As Liz Murray of WDM Scotland has written about, in the final few weeks of the referendum, a number of significant global corporations stepped into the debate and made it clear that they wanted a no vote. The state was, in effect, split, with the Scottish government behind a yes and the UK government behind a no. The third sector could have rebalanced the conversation – in practice, it was largely yes. But because it didn’t say so, whilst the private sector made its position absolutely clear, the scales were tipped.

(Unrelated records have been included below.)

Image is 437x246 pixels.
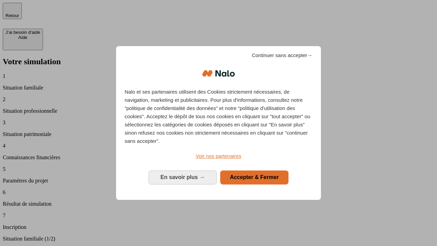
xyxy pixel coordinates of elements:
span: Voir nos partenaires [196,153,241,159]
img: Logo [202,63,235,84]
p: Nalo et ses partenaires utilisent des Cookies strictement nécessaires, de navigation, marketing e... [125,88,313,145]
span: Continuer sans accepter→ [252,51,313,59]
button: Accepter & Fermer: Accepter notre traitement des données et fermer [220,170,289,184]
a: Voir nos partenaires [125,152,313,160]
span: En savoir plus → [161,174,205,180]
span: Accepter & Fermer [230,174,279,180]
button: En savoir plus: Configurer vos consentements [149,170,217,184]
div: Bienvenue chez Nalo Gestion du consentement [116,46,321,199]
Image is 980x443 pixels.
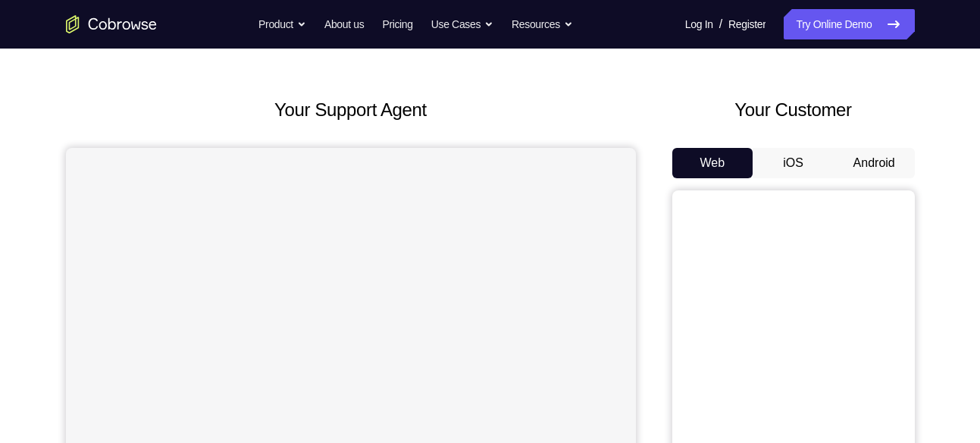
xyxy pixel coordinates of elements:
h2: Your Customer [672,96,915,124]
button: Android [833,148,915,178]
span: / [719,15,722,33]
a: Go to the home page [66,15,157,33]
a: Log In [685,9,713,39]
button: Resources [511,9,573,39]
button: Product [259,9,306,39]
a: Register [728,9,766,39]
h2: Your Support Agent [66,96,636,124]
a: About us [325,9,364,39]
button: iOS [752,148,833,178]
a: Try Online Demo [783,9,914,39]
button: Web [672,148,753,178]
a: Pricing [382,9,413,39]
button: Use Cases [431,9,494,39]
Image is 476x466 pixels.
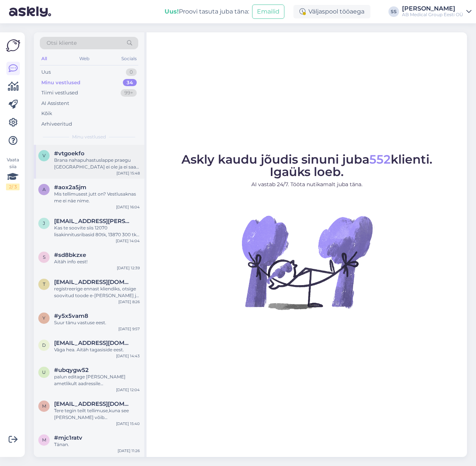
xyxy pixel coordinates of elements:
[54,224,140,238] div: Kas te soovite siis 12070 lisakinnitusribasid 80tk, 13870 300 tk ja pasta 3 tk (pasta saame vormi...
[41,110,52,117] div: Kõik
[126,69,137,76] div: 0
[43,254,45,260] span: s
[54,150,84,157] span: #vtgoekfo
[116,204,140,210] div: [DATE] 16:04
[54,312,88,319] span: #y5x5vam8
[165,7,249,16] div: Proovi tasuta juba täna:
[41,100,69,107] div: AI Assistent
[294,5,371,19] div: Väljaspool tööaega
[116,421,140,426] div: [DATE] 15:40
[6,156,19,190] div: Vaata siia
[42,187,46,192] span: a
[41,120,72,128] div: Arhiveeritud
[40,54,49,63] div: All
[118,326,140,332] div: [DATE] 9:57
[369,152,391,167] span: 552
[54,346,140,353] div: Väga hea. Aitäh tagasiside eest.
[42,403,46,409] span: m
[116,238,140,244] div: [DATE] 14:04
[54,400,132,407] span: maagike2@gmail.com
[402,6,471,18] a: [PERSON_NAME]AB Medical Group Eesti OÜ
[54,340,132,346] span: demo@askly.me
[41,69,51,76] div: Uus
[41,89,78,96] div: Tiimi vestlused
[240,194,375,330] img: No Chat active
[42,342,46,348] span: d
[123,79,137,87] div: 34
[54,319,140,326] div: Suur tänu vastuse eest.
[78,54,91,63] div: Web
[54,218,132,224] span: janek.kapper@gmail.com
[54,259,140,265] div: Aitäh info eest!
[116,353,140,359] div: [DATE] 14:43
[117,170,140,176] div: [DATE] 15:48
[54,441,140,448] div: Tänan.
[54,278,132,285] span: tuijam73@gmail.com
[165,8,179,15] b: Uus!
[116,387,140,392] div: [DATE] 12:04
[42,152,45,158] span: v
[54,184,87,190] span: #aox2a5jm
[43,221,45,226] span: j
[118,299,140,304] div: [DATE] 8:26
[6,39,20,53] img: Askly Logo
[118,448,140,454] div: [DATE] 11:26
[121,89,137,96] div: 99+
[181,152,432,179] span: Askly kaudu jõudis sinuni juba klienti. Igaüks loeb.
[43,281,45,287] span: t
[54,434,82,441] span: #mjc1ratv
[54,407,140,421] div: Tere tegin teilt tellimuse,kuna see [PERSON_NAME] võib [PERSON_NAME] kas saab kuskil paki teekond...
[46,39,76,47] span: Otsi kliente
[42,315,45,321] span: y
[120,54,138,63] div: Socials
[54,190,140,204] div: Mis tellimusest jutt on? Vestlusaknas me ei näe nime.
[181,180,432,188] p: AI vastab 24/7. Tööta nutikamalt juba täna.
[54,374,140,387] div: palun editage [PERSON_NAME] ametlikult aadressile [EMAIL_ADDRESS][DOMAIN_NAME]. Täpselt kes te ol...
[389,6,399,17] div: SS
[402,6,464,12] div: [PERSON_NAME]
[72,133,106,140] span: Minu vestlused
[54,367,89,374] span: #ubqygw52
[42,437,46,443] span: m
[54,285,140,299] div: registreerige ennast kliendiks, otsige soovitud toode e-[PERSON_NAME] ja lisage ostukorvi.
[402,12,464,18] div: AB Medical Group Eesti OÜ
[54,157,140,170] div: Brana nahapuhastuslappe praegu [GEOGRAPHIC_DATA] ei ole ja ei saa läbi e-[PERSON_NAME] tellida.
[6,184,19,190] div: 2 / 3
[42,369,46,375] span: u
[252,5,284,19] button: Emailid
[54,252,86,259] span: #sd8bkzxe
[41,79,80,87] div: Minu vestlused
[117,265,140,271] div: [DATE] 12:39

It’s also important to think about the history here. Devolution was delivered in the first place by Scottish civil society. And I wish I meant mass mobilisations of the people, but I don’t. I mean the staff of charities and churches and so on. I mean Scotland’s civic elite. If independence is to be secured, it will likely not be because of the SNP or the Green Party – though parliamentary representation will be vital. It will be because of whatever civil society emerges from the post-referendum period (which I hope is significantly more democratic than that which went before).

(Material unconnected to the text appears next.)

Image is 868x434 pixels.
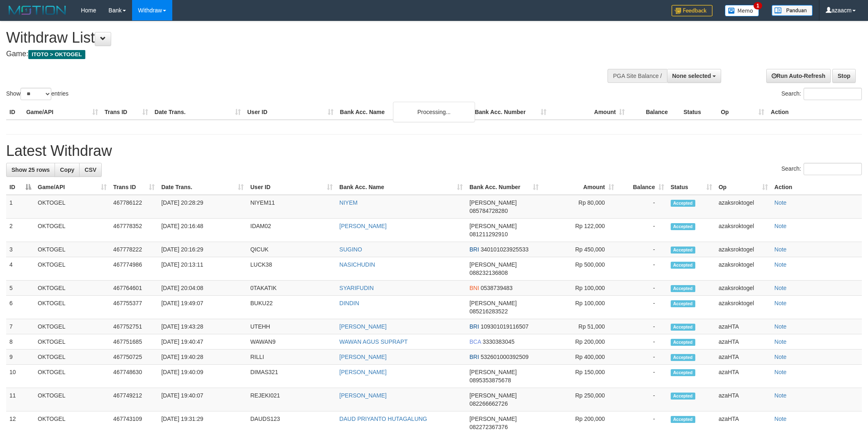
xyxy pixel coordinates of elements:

It’s no surprise that this didn’t happen this time around. At the start of the referendum debate, many of those who ended up enthusiastically voting yes hadn’t yet gone through the process of the debate. Many assumed they would vote no, or were unsure. And so there was no way that most charities could have, without causing major splits, got a proposal to call for a yes vote past their boards. But this is a different era. These people have now been through that debate. Overwhelmingly, they have voted yes. And they should remember that, and act accordingly.

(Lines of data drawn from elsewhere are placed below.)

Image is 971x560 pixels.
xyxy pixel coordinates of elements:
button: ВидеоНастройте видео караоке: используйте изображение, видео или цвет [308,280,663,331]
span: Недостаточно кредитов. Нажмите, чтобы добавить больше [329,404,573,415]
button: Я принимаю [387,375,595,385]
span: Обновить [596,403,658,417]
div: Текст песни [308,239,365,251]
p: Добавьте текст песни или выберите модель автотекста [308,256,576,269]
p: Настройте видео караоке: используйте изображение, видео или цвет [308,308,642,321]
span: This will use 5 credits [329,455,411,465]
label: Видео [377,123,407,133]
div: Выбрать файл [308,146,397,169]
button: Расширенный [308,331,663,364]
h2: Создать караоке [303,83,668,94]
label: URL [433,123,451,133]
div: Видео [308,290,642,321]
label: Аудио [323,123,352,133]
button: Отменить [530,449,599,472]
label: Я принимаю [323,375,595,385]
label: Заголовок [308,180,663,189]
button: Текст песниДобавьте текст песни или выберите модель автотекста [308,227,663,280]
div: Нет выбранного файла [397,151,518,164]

After all, if you work for a poverty charity and you believe that independence will reduce poverty, if you work for an elderly charity and you believe that independence is best for elderly people, and you fail to say so, you are failing to do your job.
This is a really interesting article, with so many important points. Pre-referendum in the past, when I watched the BBC news, the Home Secretary at Westminster, was wearing a “no thanks” badge. Most voting/electoral situations, in the past, we haven’t been so aware of what other people were voting. Theresa wearing that badge, when she hadn’t a vote, made me think, why am I not wearing my “yes” badge. The bias and propoganda machine, from the BBC, Westminster, and many others was astonishing. The awakening of the many voices, was a truly remarkable experience. Changed everything, and I now question the information that I receive. Charities are under a spotlight, and many communities want to help overcome inequalities. It’s not possible to help every worthy cause, but I certainly look at how the charity is run and how the money is used. I find it strange when I give to a charity, then receive many items of mail, unwanted raffle tickets, letter headings etc, that has probably used up my initial donation. I now get my news on-line and don’t support organisations and business, that stood on the toes of democracy, by the headquarters using fear as a weapon, especially with the most vulnerable of our society.
That’s a good point Stephen. The OSCR totally bungled the process as well. Their draft guidance was highly ambiguous and warned charities off being involved. They then released final guidance making it clear charities could take a position. However this was only published in Summer 2013, by which time many charities had made completed decision making processes leading them to a conclusion to stay out of it.
In normal elections, charities are forbidden from explicitly backing any given candidate or party. Is it possible that this influenced their various decisions to stay out of the referendum debate?